How can someone feel joy while smashing head of 4-year-old child?
By JERUSALEM POST STAFF
Preparations are in full swing in Lebanon to celebrate the return of Samir Kuntar.
Kuntar, who is serving multiple life sentences for one of the most brutal terrorist attacks in Israel's history, is due to be released tomorrow as part of a prisoner exchange with Hizbullah for Ehud Goldwasser and Eldad Regev, the two soldiers abducted in a July 2006 cross-border raid that triggered the Second Lebanon War.
According to the Lebanese media, Kuntar will be given a festive reception by Hizbullah at its headquarters in southern Beirut, and welcomed personally by its leader, Sheikh Hassan Nasrallah. He will then travel to Aabey, the mountain village where he was born on July 20, 1962, and, according to village leader Nazih Hamza, there will be a huge celebration for him there.
Lebanon has just formed a national unity government under a Qatar-brokered deal, in which Hizbullah has two ministers and veto power. Lebanon's prime minister, Fuad Saniora, has indicated that his government supports the festivities planned for Kuntar. A recent statement issued by Saniora's office said he shared with the Lebanese people the joy of the upcoming release of prisoners by Israel, including that of Kuntar.
The media will doubtless have a field day. Kuntar's homecoming will likely be broadcast live on Lebanese television and, via Al-Jazeera, all over the Arab world.
However, the Lebanese people and government - and those others in the Arab world, including among the Palestinians, so delighted by Kuntar's release - might want to ask themselves whether this monster is worthy of such glorification. Is he the kind of man they want as their idol? And if so, what does that say about them?
KUNTAR, a Lebanese Druse, was 16 when he led "Operation Nasser." On April 22, 1979, he and three other members of Abu Abbas's Palestine Liberation Front sailed on a rubber motor boat under the cover of darkness from Tyre to Nahariya.
Arriving at about midnight on Shabbat, they first encountered policeman Eliyahu Shahar and shot him.
They then entered an apartment building on Rehov Jabotinsky 61, where they took Danny Haran, 28, and his four-year-old daughter, Einat, hostage. Haran's wife, Smadar, hiding in a crawl space above the bedroom, muffled the cries of her two-year-old daughter Yael, accidentally smothering her.
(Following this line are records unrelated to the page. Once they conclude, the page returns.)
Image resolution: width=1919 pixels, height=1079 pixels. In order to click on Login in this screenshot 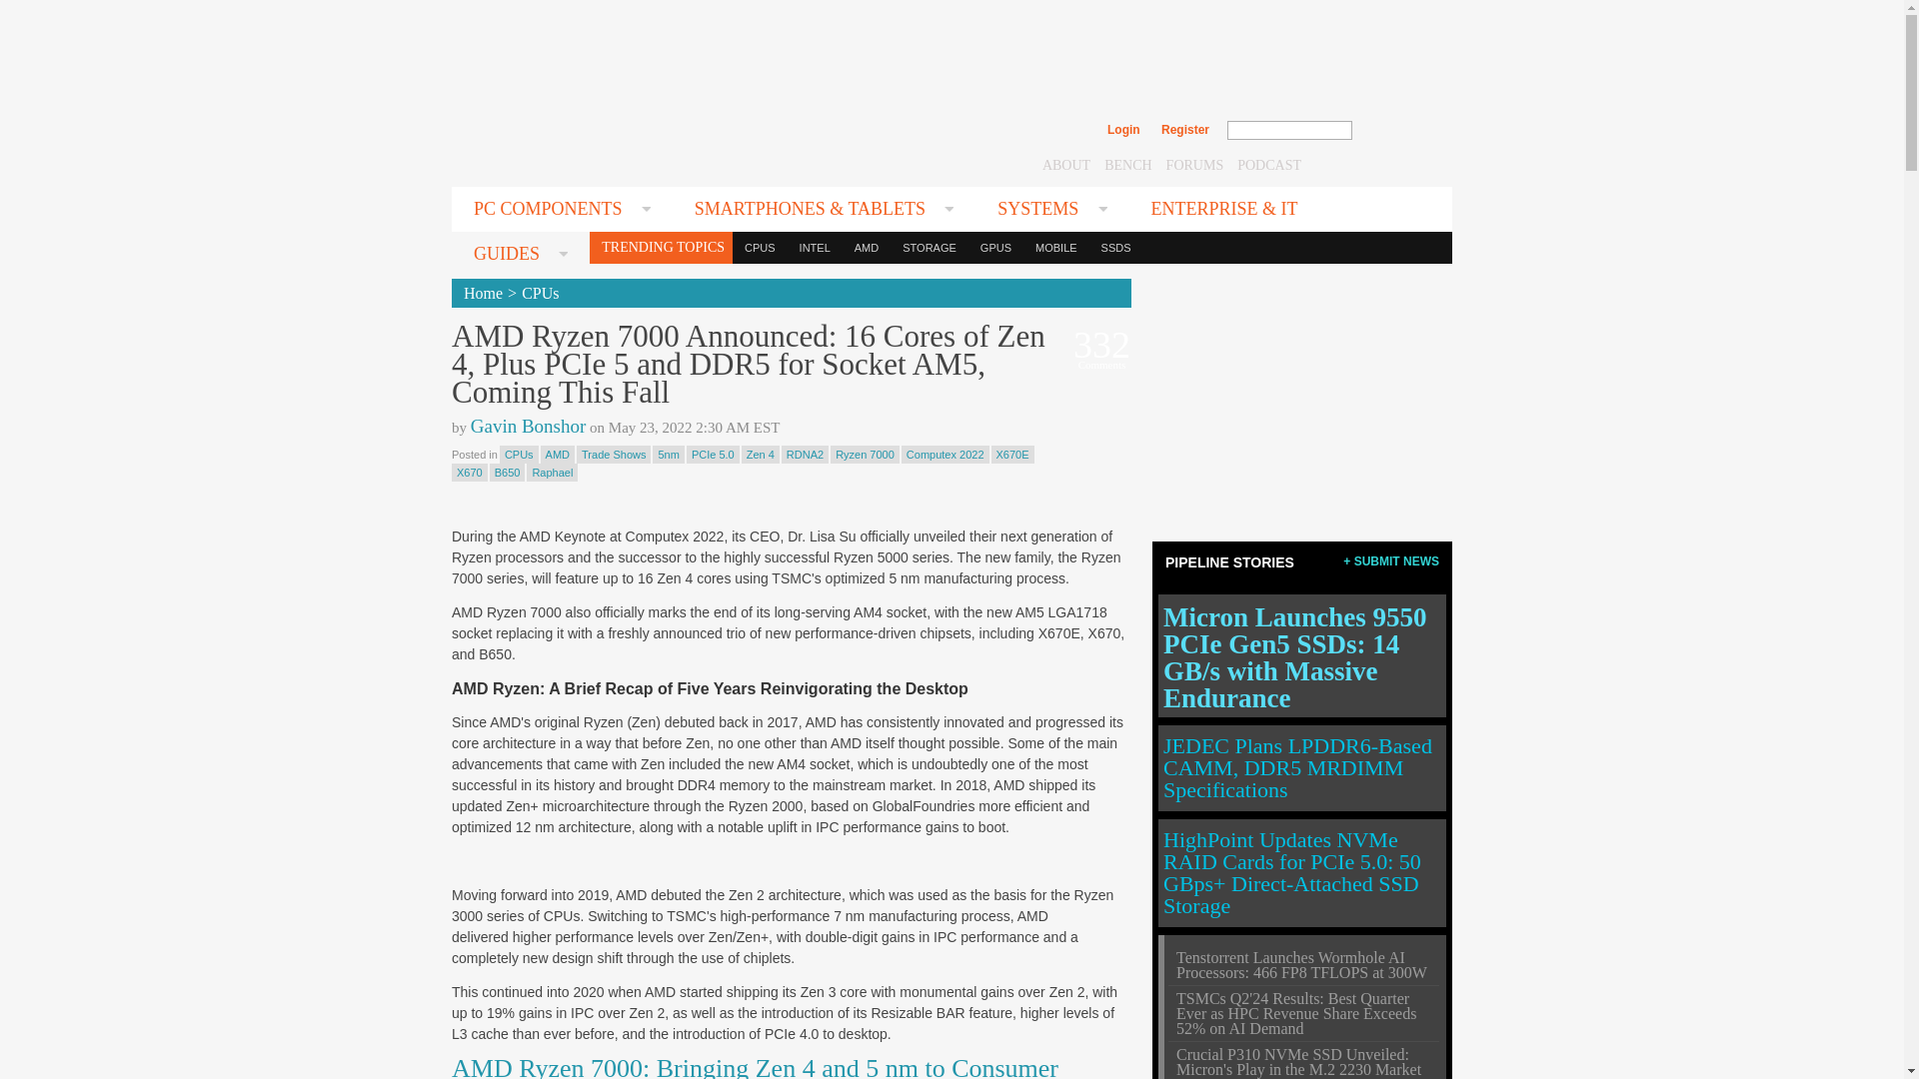, I will do `click(1123, 130)`.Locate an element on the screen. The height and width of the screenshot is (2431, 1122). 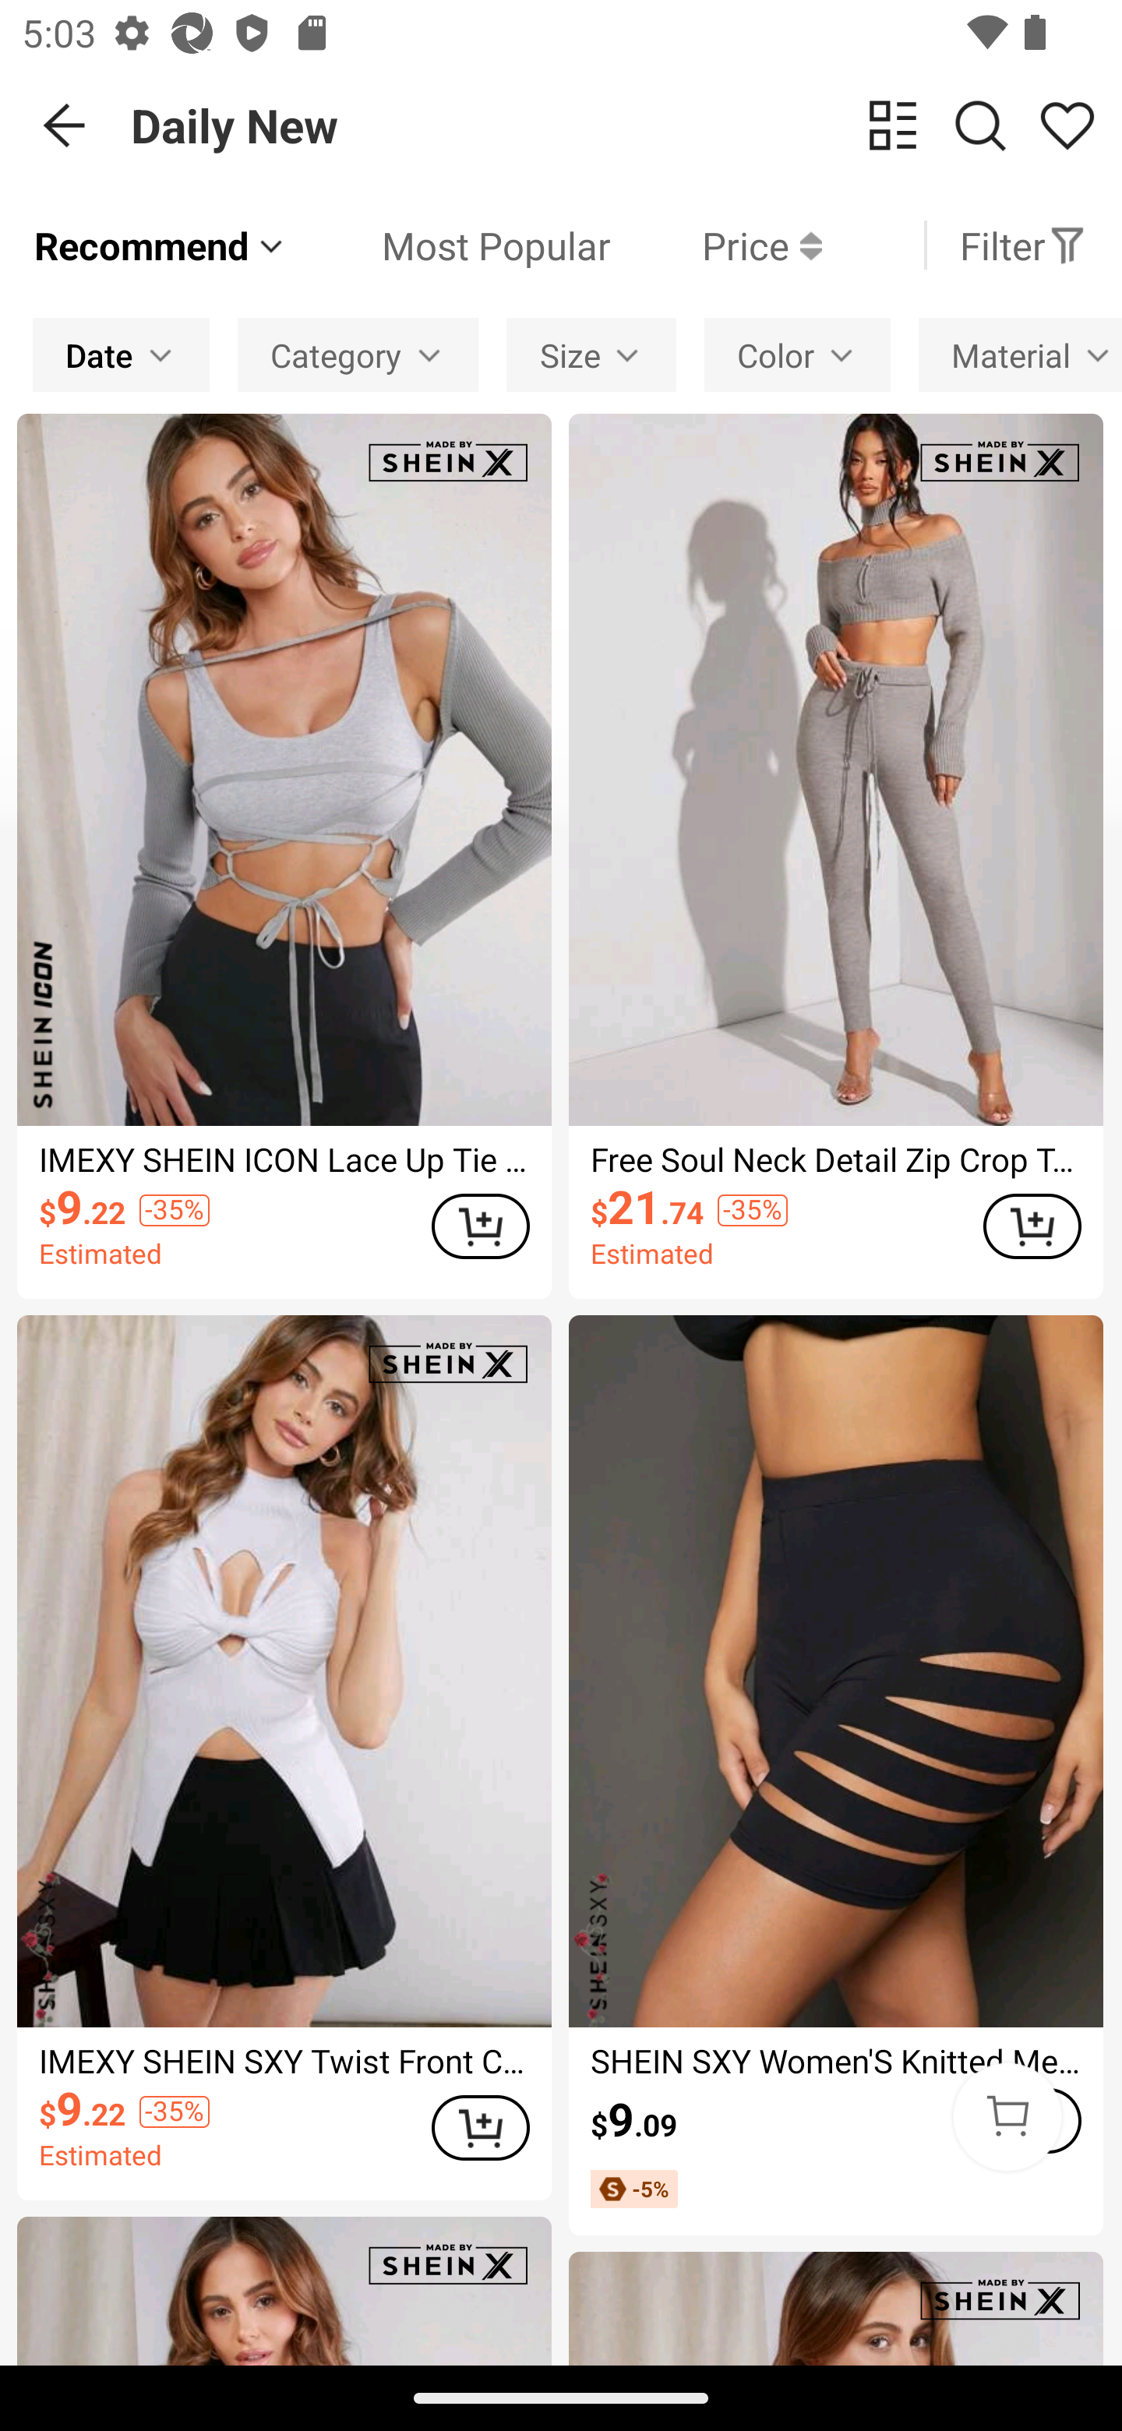
Category is located at coordinates (358, 355).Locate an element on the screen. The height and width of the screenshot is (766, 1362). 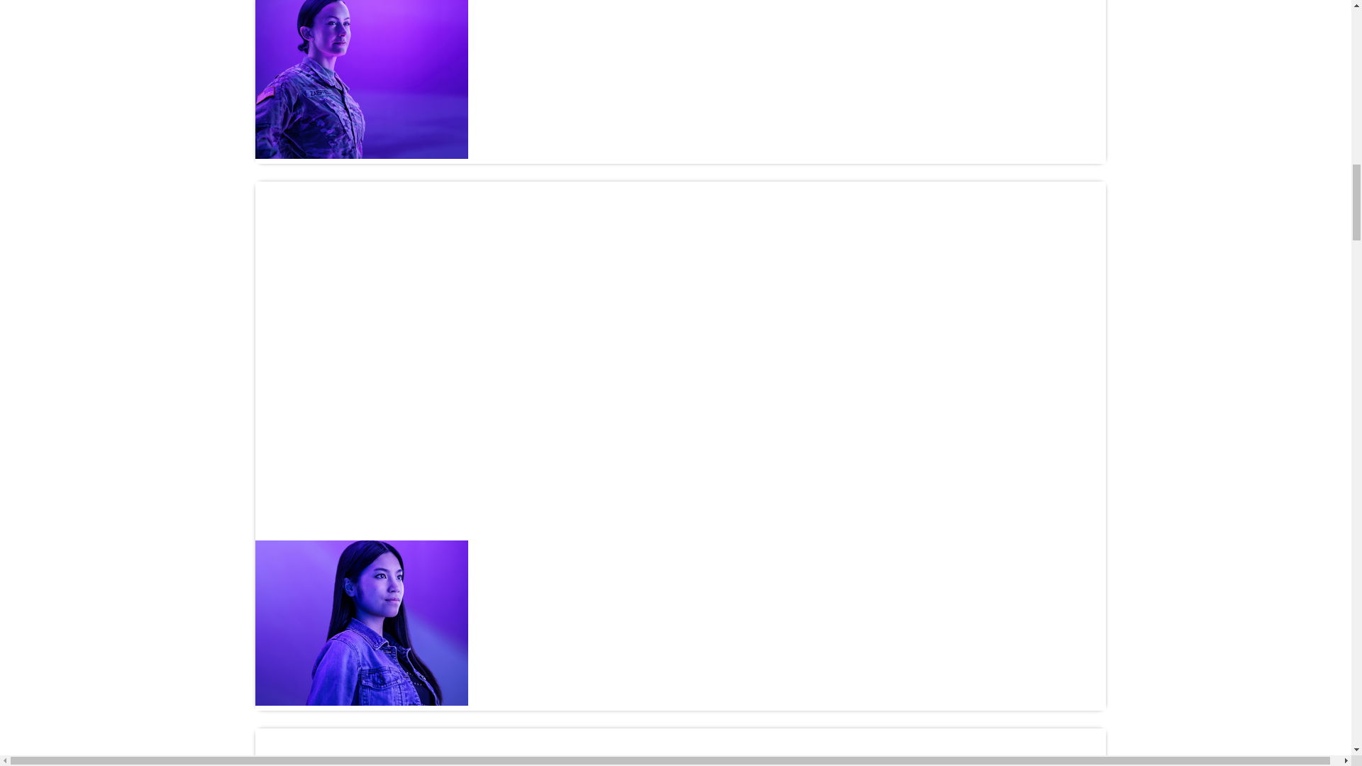
Curriculum is located at coordinates (788, 183).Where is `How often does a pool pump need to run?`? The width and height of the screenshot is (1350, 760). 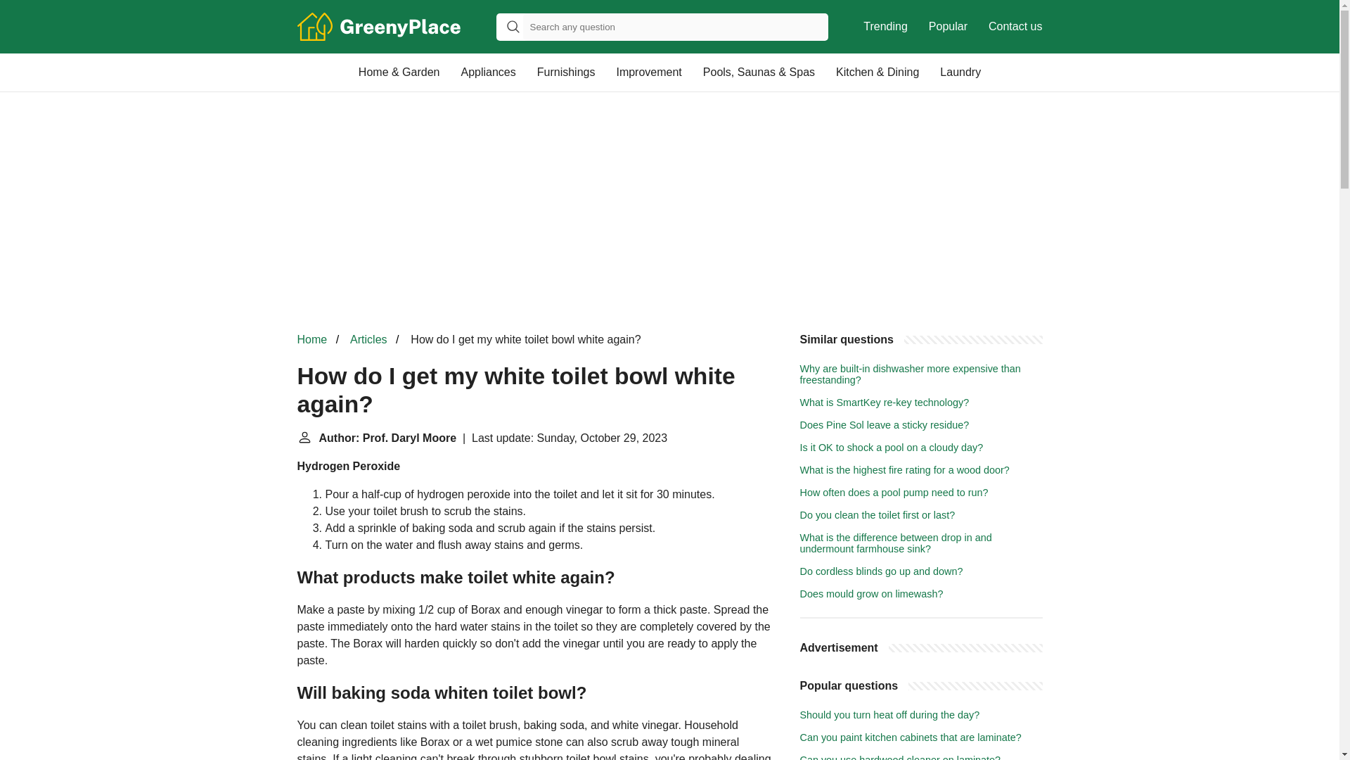 How often does a pool pump need to run? is located at coordinates (895, 492).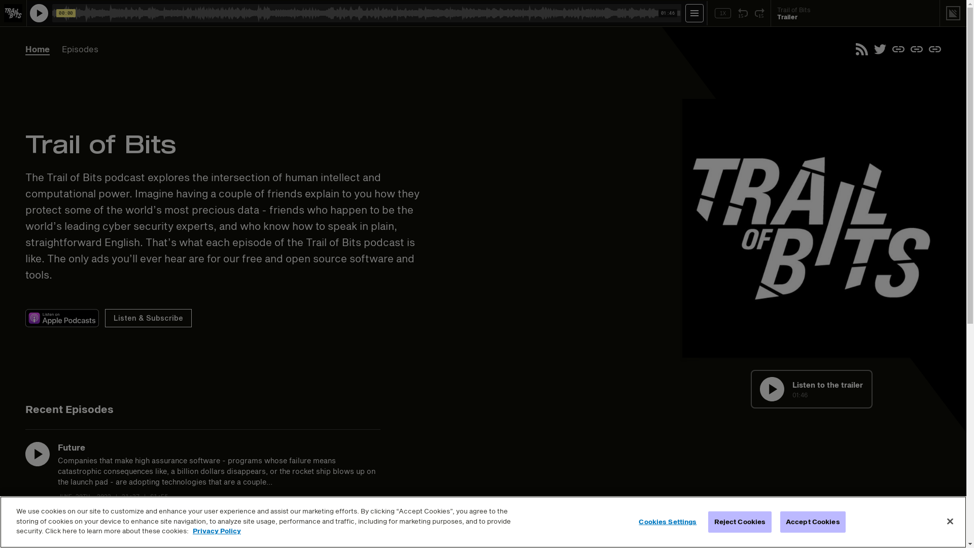 The width and height of the screenshot is (974, 548). I want to click on It Depends, so click(80, 532).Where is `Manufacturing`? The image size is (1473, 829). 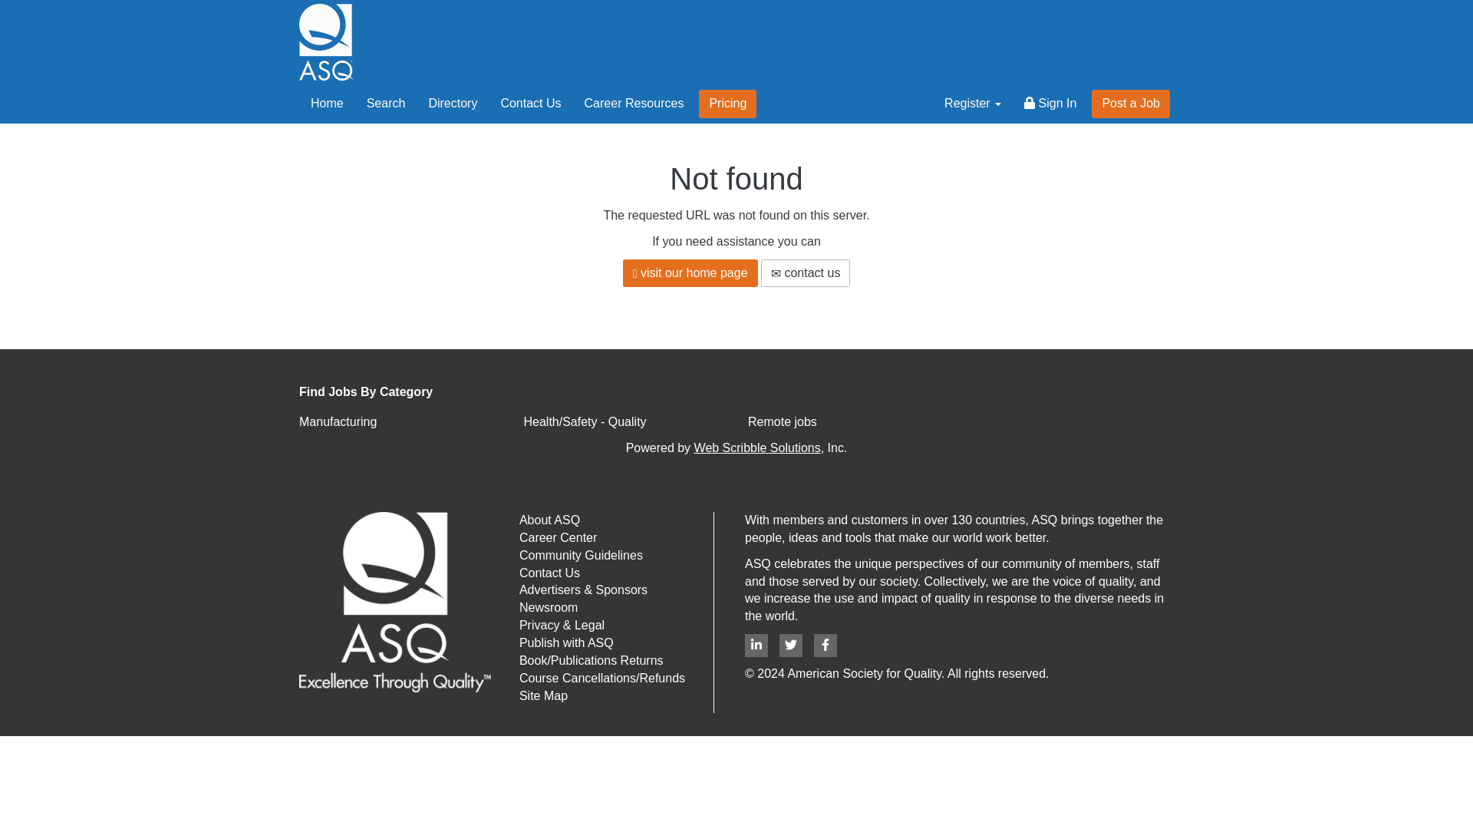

As police arrived on the scene, the terrorists pulled Danny and Einat down to the beach, where Kuntar shot him in the back at close range and threw his body into the sea, and crushed her head on the rocks with the butt of his rifle.
Two of Kuntar's men were killed during a shootout on the beach with police, while Kuntar and Ahmed Abrass were captured. Abrass was released in the May 1985 Ahmed Jibril prisoner exchange deal.
During his 29 years in an Israeli jail, according to his Israeli attorney, Kuntar has learned fluent Hebrew, married and divorced an Israeli Arab woman (who received a monthly stipend from the government and conjugal visits), and completed a social science degree via the Open University.
He has never expressed remorse, and, according to the Palestinian Authority newspaper al-Hayat al-Jadida, wrote a letter recently to Nasrallah promising not to abandon the jihad against Israel. "I give you my promise and oath that my only place will be in the fighting front soaked with the sweat of your giving and with the blood of the shahids, the dearest people, and that I will continue your way until we reach a full victory," the paper quoted him as writing. The newspaper, incidentally, carried an article calling Kuntar "a beacon of light" and an "authentic role model."
PERHAPS Kuntar's supporters should read the eerie recollection of Smadar Haran Kaiser, now remarried with two children, of his terror cell.
"I will never forget the joy and the hatred in their voices as they swaggered about hunting for us, firing their guns and throwing grenades," she wrote in an article for The Washington Post. "I emphasized the joy and hatred in their voices for a reason.
"It is hard for anyone with normal sensibilities to comprehend how someone can feel joy and hatred while smashing in the head of a four-year-old child. What kind of pathology can cause a society to celebrate such evil?"